The todo list has been a stack rather than a queue for months. The number of open items has steadily grown as more items are added than removed each week. The list also had many items left over from history generation. I moved the history generation items and lower priority items to the long-term todo list this week. The total amount of work to do didn’t change, but dealing with a smaller list has psychology and efficiency benefits.
- Full support for displaying multiple inventories. If an object can possess items (e.g. corpse, chest), when inspecting the object, inventory slots will be shown. Drag/drop from the object inventory to the player, and vice versa, worked. Pressing the “Take All” button also worked until I made taking items consume a game turn (this made pressing the button schedule an action for the player). The action would be performed, but neither the player’s nor the object’s inventory were updated to reflect that all of the object’s items had moved to the player’s inventory. The solution was to respond to events fired when items were added or removed from an inventory. The implementation wasn’t as straightforward as it sounds because the inventory UI was designed for dragging and dropping, not inventory items changing in the background.
- Actor Movement Type. Actors have a new attribute indicating how they move. There are currently two values: Walk and Fly. These are, so far, only used to determine the movement sound effect. A separate attribute, Pathfinding Map, is used to determine where an actor can move based on how it moves. The Pathfinding Map attribute can be replaced by a combination of the Movement Type and Physical Material (Ghosts, for instance, have a Walk Movement Type but can pass through objects).
- New dev console command: Entities. This command dumps the entities in each cell, as well as the items each entity has, to the debug log. I added this while troubleshooting an issue with displaying multiple inventories in which an item appeared to get assigned a new id (this turned out to be a red herring).
- New Unity Asset: Maintainer. I installed Maintainer, a Unity asset to help maintain project assets. I got it so that I can search for asset references across my project. I’ll explore some of its other features, such as finding and removing unused assets, in the coming weeks.
- Minor improvements and bug fixes
- Error when inspecting multiple entities with items. The cause of this issue was difficult to track down. The error was trying to destroy a GameObject that had already been destroyed. The root cause was registering the same message listener multiple times. I typically register and unregister in Start and OnDestroy methods respectively. Switching entities in the Inspect Panel doesn’t trigger a destroy, so unregistering the listener didn’t occur. I have an existing todo item to add duplicate listener registration to my messaging code because this issue has occurred before. I should prioritize that…
- MissingReferenceException after throwing an axe into a debris pile. This was an interesting one.
- The player can’t close the Inventory and Inspect Panels after taking all items from an inspected entity.
- A new Inventory Panel instance is created each time the player selects a different entity to inspect in a cell.
- Bat makes a walking noise when it moves.
- Ranger walking animation incorrect.
- Default action for a closed chest is Melee Attack instead of Open.
- When inspecting a Debris Pile, the items in the pile are shown.
- Animated Bones now change to Skeletons as soon as they see the player. The desired, and previous behavior, was for the bones to only animate when the player was next to them.
- The specific entity being inspected in a cell is now highlighted.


◆ **Task to carry out**
Excluding all pictures, please output the listing exactly.

◆ **Data in this exercise**
BEGIN

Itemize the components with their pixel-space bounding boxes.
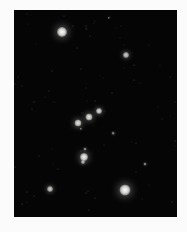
background-star (175, 141, 176, 142)
background-star (94, 20, 95, 21)
background-star (88, 210, 89, 211)
background-star (93, 126, 94, 127)
background-star (72, 25, 73, 26)
background-star (120, 38, 121, 39)
background-star (112, 93, 113, 94)
background-star (134, 65, 135, 66)
star-belt-faint (80, 128, 82, 130)
background-star (105, 110, 106, 111)
background-star (100, 75, 101, 76)
star-faint-mid-right (112, 132, 115, 135)
background-star (77, 48, 78, 49)
star-bellatrix (123, 52, 129, 58)
background-star (149, 184, 150, 185)
background-star (33, 196, 34, 197)
background-star (94, 100, 95, 101)
background-star (142, 199, 143, 200)
background-star (85, 88, 86, 89)
star-sword-lower (81, 160, 85, 164)
background-star (85, 28, 86, 29)
star-mintaka (96, 108, 102, 114)
background-star (81, 150, 82, 151)
background-star (87, 28, 88, 29)
background-star (36, 44, 37, 45)
star-saiph (47, 186, 53, 192)
background-star (26, 191, 27, 192)
background-star (95, 197, 96, 198)
background-star (17, 76, 18, 77)
background-star (171, 201, 172, 202)
background-star (51, 71, 52, 72)
background-star (58, 168, 59, 169)
star-faint-lower-right (144, 163, 147, 166)
background-star (88, 190, 89, 191)
background-star (90, 35, 91, 36)
background-star (15, 166, 16, 167)
star-alnitak (75, 120, 82, 127)
background-star (115, 27, 116, 28)
background-star (149, 44, 150, 45)
background-star (44, 96, 45, 97)
background-star (22, 204, 23, 205)
background-star (135, 142, 136, 143)
background-star (136, 171, 137, 172)
background-star (26, 201, 27, 202)
background-star (52, 163, 53, 164)
background-star (53, 101, 54, 102)
background-star (121, 25, 122, 26)
background-star (87, 100, 88, 101)
background-star (39, 156, 40, 157)
background-star (158, 107, 159, 108)
background-star (81, 113, 82, 114)
background-star (139, 82, 140, 83)
star-betelgeuse (57, 27, 67, 37)
background-star (169, 77, 170, 78)
orion-night-sky-photo (14, 10, 177, 217)
background-star (121, 190, 122, 191)
background-star (80, 68, 81, 69)
background-star (31, 108, 32, 109)
background-star (174, 102, 175, 103)
star-alnilam (86, 114, 93, 121)
background-star (49, 91, 50, 92)
background-star (130, 142, 131, 143)
background-star (103, 78, 104, 79)
background-star (27, 24, 28, 25)
background-star (63, 16, 64, 17)
background-star (104, 145, 105, 146)
background-star (93, 23, 94, 24)
background-star (160, 64, 161, 65)
background-star (86, 192, 87, 193)
background-star (15, 84, 16, 85)
background-star (134, 79, 135, 80)
star-meissa (108, 17, 110, 19)
background-star (123, 68, 124, 69)
background-star (22, 86, 23, 87)
background-star (124, 44, 125, 45)
background-star (170, 116, 171, 117)
background-star (33, 101, 34, 102)
background-star (27, 14, 28, 15)
star-sword-upper (84, 148, 87, 151)
background-star (161, 119, 162, 120)
background-star (52, 149, 53, 150)
background-star (85, 25, 86, 26)
background-star (175, 146, 176, 147)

END

◆ **Task solution**
Itemize the components with their pixel-space bounding boxes.
background-star (175, 141, 176, 142)
background-star (94, 20, 95, 21)
background-star (88, 210, 89, 211)
background-star (93, 126, 94, 127)
background-star (72, 25, 73, 26)
background-star (120, 38, 121, 39)
background-star (112, 93, 113, 94)
background-star (134, 65, 135, 66)
star-belt-faint (80, 128, 82, 130)
background-star (105, 110, 106, 111)
background-star (100, 75, 101, 76)
star-faint-mid-right (112, 132, 115, 135)
background-star (77, 48, 78, 49)
star-bellatrix (123, 52, 129, 58)
background-star (149, 184, 150, 185)
background-star (33, 196, 34, 197)
background-star (94, 100, 95, 101)
background-star (142, 199, 143, 200)
background-star (85, 88, 86, 89)
star-sword-lower (81, 160, 85, 164)
background-star (85, 28, 86, 29)
star-mintaka (96, 108, 102, 114)
background-star (81, 150, 82, 151)
background-star (87, 28, 88, 29)
background-star (36, 44, 37, 45)
star-saiph (47, 186, 53, 192)
background-star (26, 191, 27, 192)
background-star (95, 197, 96, 198)
background-star (17, 76, 18, 77)
background-star (171, 201, 172, 202)
background-star (51, 71, 52, 72)
background-star (58, 168, 59, 169)
star-faint-lower-right (144, 163, 147, 166)
background-star (88, 190, 89, 191)
background-star (90, 35, 91, 36)
background-star (15, 166, 16, 167)
star-alnitak (75, 120, 82, 127)
background-star (115, 27, 116, 28)
background-star (149, 44, 150, 45)
background-star (44, 96, 45, 97)
background-star (22, 204, 23, 205)
background-star (135, 142, 136, 143)
background-star (136, 171, 137, 172)
background-star (26, 201, 27, 202)
background-star (52, 163, 53, 164)
background-star (53, 101, 54, 102)
background-star (121, 25, 122, 26)
background-star (87, 100, 88, 101)
background-star (39, 156, 40, 157)
background-star (158, 107, 159, 108)
background-star (81, 113, 82, 114)
background-star (139, 82, 140, 83)
star-betelgeuse (57, 27, 67, 37)
background-star (169, 77, 170, 78)
orion-night-sky-photo (14, 10, 177, 217)
background-star (121, 190, 122, 191)
background-star (80, 68, 81, 69)
background-star (31, 108, 32, 109)
background-star (174, 102, 175, 103)
star-alnilam (86, 114, 93, 121)
background-star (49, 91, 50, 92)
background-star (130, 142, 131, 143)
background-star (103, 78, 104, 79)
background-star (27, 24, 28, 25)
background-star (63, 16, 64, 17)
background-star (104, 145, 105, 146)
background-star (93, 23, 94, 24)
background-star (160, 64, 161, 65)
background-star (86, 192, 87, 193)
background-star (15, 84, 16, 85)
background-star (134, 79, 135, 80)
star-meissa (108, 17, 110, 19)
background-star (123, 68, 124, 69)
background-star (22, 86, 23, 87)
background-star (124, 44, 125, 45)
background-star (170, 116, 171, 117)
background-star (33, 101, 34, 102)
background-star (27, 14, 28, 15)
star-sword-upper (84, 148, 87, 151)
background-star (161, 119, 162, 120)
background-star (52, 149, 53, 150)
background-star (85, 25, 86, 26)
background-star (175, 146, 176, 147)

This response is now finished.